[CMake] autoconf and cmake
Brandon J. Van Every
bvanevery at gmail.com
Mon Jan 29 00:42:28 EST 2007
Wojciech Jarosz wrote:
> Right. But other than the transitioning reason, is there any benefit
> to using autoconf in conjunction with CMake, as opposed to using CMake
> alone?
None. Autoconf is a complete royal PITA. Avoid it like the plague. I
didn't want to become an Autoconf expert... it was politically necessary
to get everyone migrated to CMake. The only area where Autoconf is
better than CMake, is its documentation is much more thorough. Of
course, there's so much more horror to document, everything being split
between Automake, Autoconf, GNU Make, Libtool, and m4. You can get away
with less documentation when your architecture is fundamentally cleaner
and more integrated.
> Also, would the general scenario be to use autoconf to pass
> settings to CMake, or the other way around?
>
We don't pass settings from one to the other. They are independent
build systems. They do share common .h and .in files, and each has
their own way of generating those files. It's important that both
builds generate the same results when you're doing a migration. A lot
of the work was rationalizing the Unix and Windows builds so that they
all used the same mechanisms and header files.

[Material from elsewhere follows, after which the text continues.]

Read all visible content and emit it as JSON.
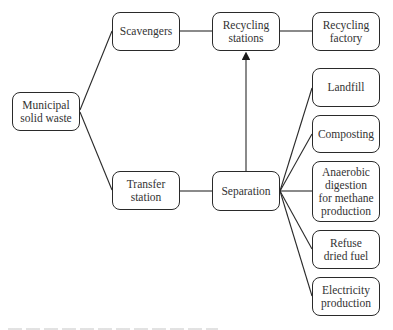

When we make a Chicken distribution, CMake is responsible for that. It
does all the inventorying and is the canonical method for building a
distro. We have an Autoconf method for doing it also, but I'm not
maintaining it, so I don't know if it works. I don't want it to work, I
want it to die. Anyways, when using CMake to build a distro, we do fire
up Autoconf via autogen.sh so that the distro will have all the
./configure files it needs and so forth. This is a completely
independent subtask, we don't pass any options.